Slow speech rate effects on stuttering preschoolers with disordered phonology.

Clin Linguist Phon

Communicative Disorders Department, University of Redlands, CA , USA.

Published: May 2015

AI Article Synopsis

  • A study was conducted using an A-B-A-B single case design to assess the impact of clinicians’ slow speech rate on children who stutter, comparing those with and without phonological disorders.
  • The results indicated that children with normal phonology (S + NP) showed greater improvements in fluency than those with disordered phonology (S + DP) when exposed to slow speech rates.
  • Although one girl in the S + DP group improved, overall, slow speech alone was deemed ineffective for enhancing fluency in boys with phonological disorders who had been stuttering for about two years.

Article Abstract

To study the effects of clinicians' slow rate on the speech of children who stutter with and without a concomitant phonological disorder, an A-B-A-B single case design was used with six clinician-child dyads, where B = Clinician's slow speech rate model. Two boys and one girl, aged 49-54 months, stuttering with disordered phonology (S + DP), were compared to three boys aged 42-50 months, stuttering with normal phonology (S + NP). Articulation rates were measured in phones per second (pps) in clinician-child adjacent utterance pairs. The S + NP dyads showed improved fluency in the B condition through a larger effect size, higher mean baseline stutter reductions and lower percentages of non-overlapping data than did the S + DP dyads. The S + DP girl showed relatively improved fluency in the B condition. S + DP children showed no articulation rate alignment (Range: 16% decrease to a 1.2% increase), whereas S + NP children averaged a 20% pps rate reduction (Range: 19.6-25.4% decrease), aligning with their clinicians who averaged a 38% pps rate reduction from baseline. The S + DP group spoke significantly (z = -4.63; p < 0.00) slower at baseline (Mdn = 6.9 pps; SE = 0.07 pps) than S + NP children in previously published samples (Mdn = 9.8 pps; SE = 0.22 pps). Results suggest that a slow rate model alone is not effective for facilitating fluency in S + DP boys with time since onset of about 2 years.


Try it
Please restate word for word each line from the one containing "Could you detect clothing for me?" to the last line of the records below, and drop the pictures.

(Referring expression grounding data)
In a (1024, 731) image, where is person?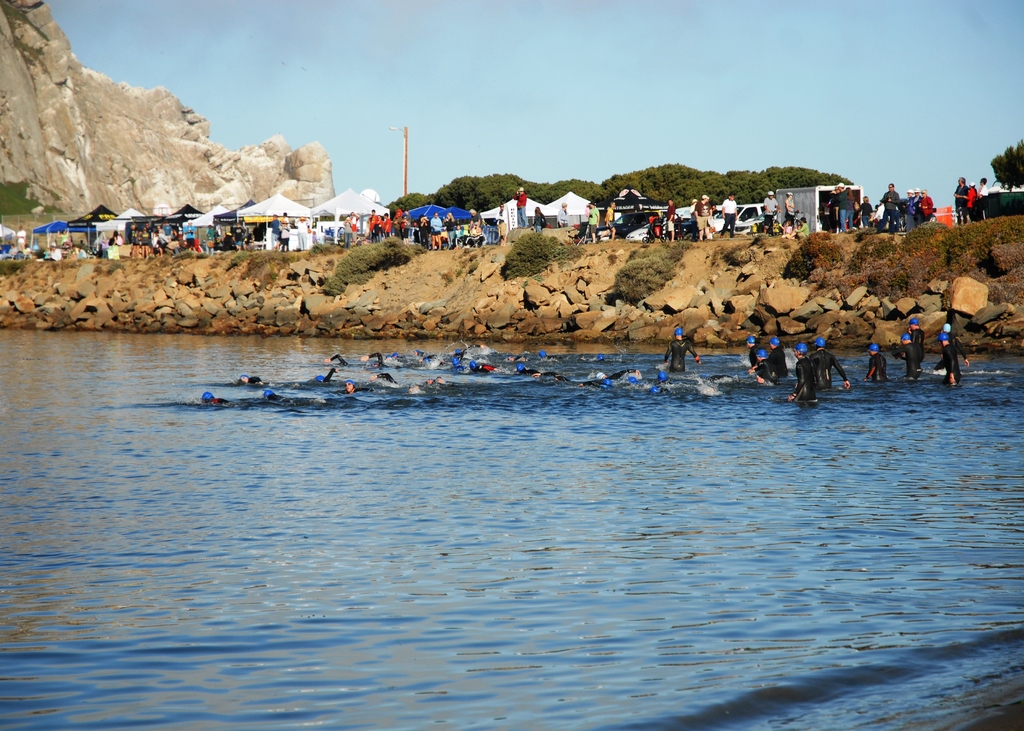
(863,341,887,384).
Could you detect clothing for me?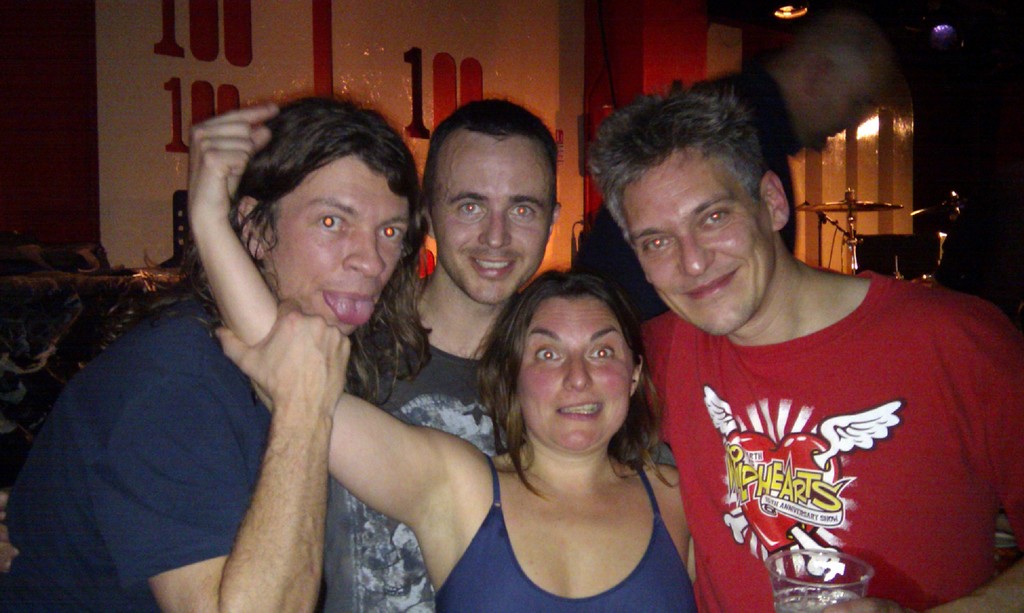
Detection result: [left=627, top=278, right=1023, bottom=612].
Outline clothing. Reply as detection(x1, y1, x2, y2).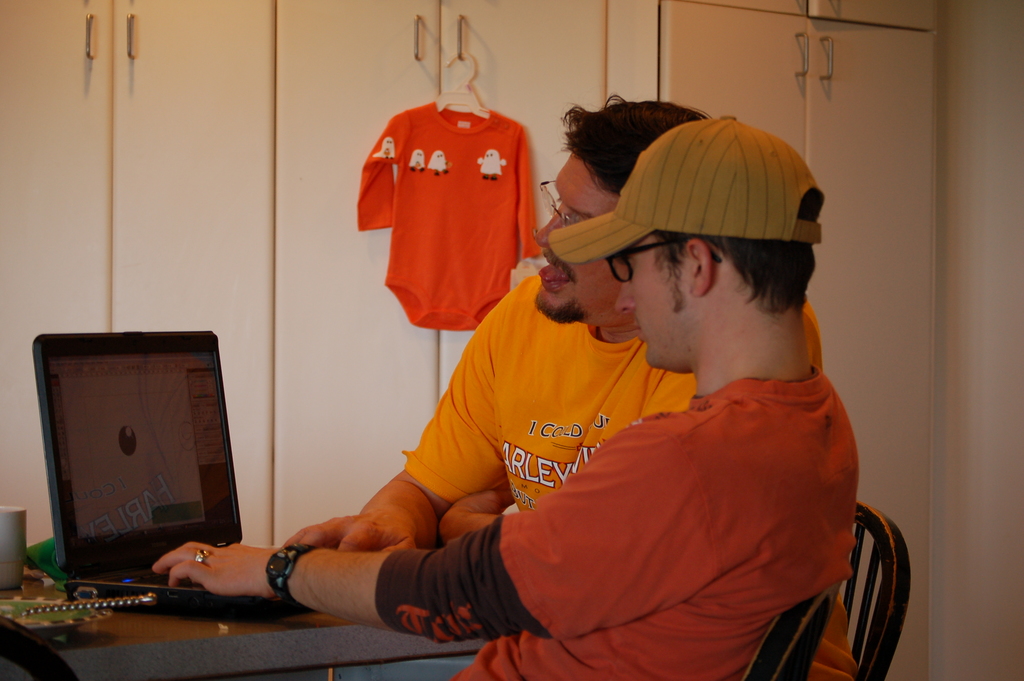
detection(403, 267, 824, 516).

Solution for this task
Could you detect clothing for me?
Detection result: [left=627, top=278, right=1023, bottom=612].
Outline clothing. Reply as detection(x1, y1, x2, y2).
detection(403, 267, 824, 516).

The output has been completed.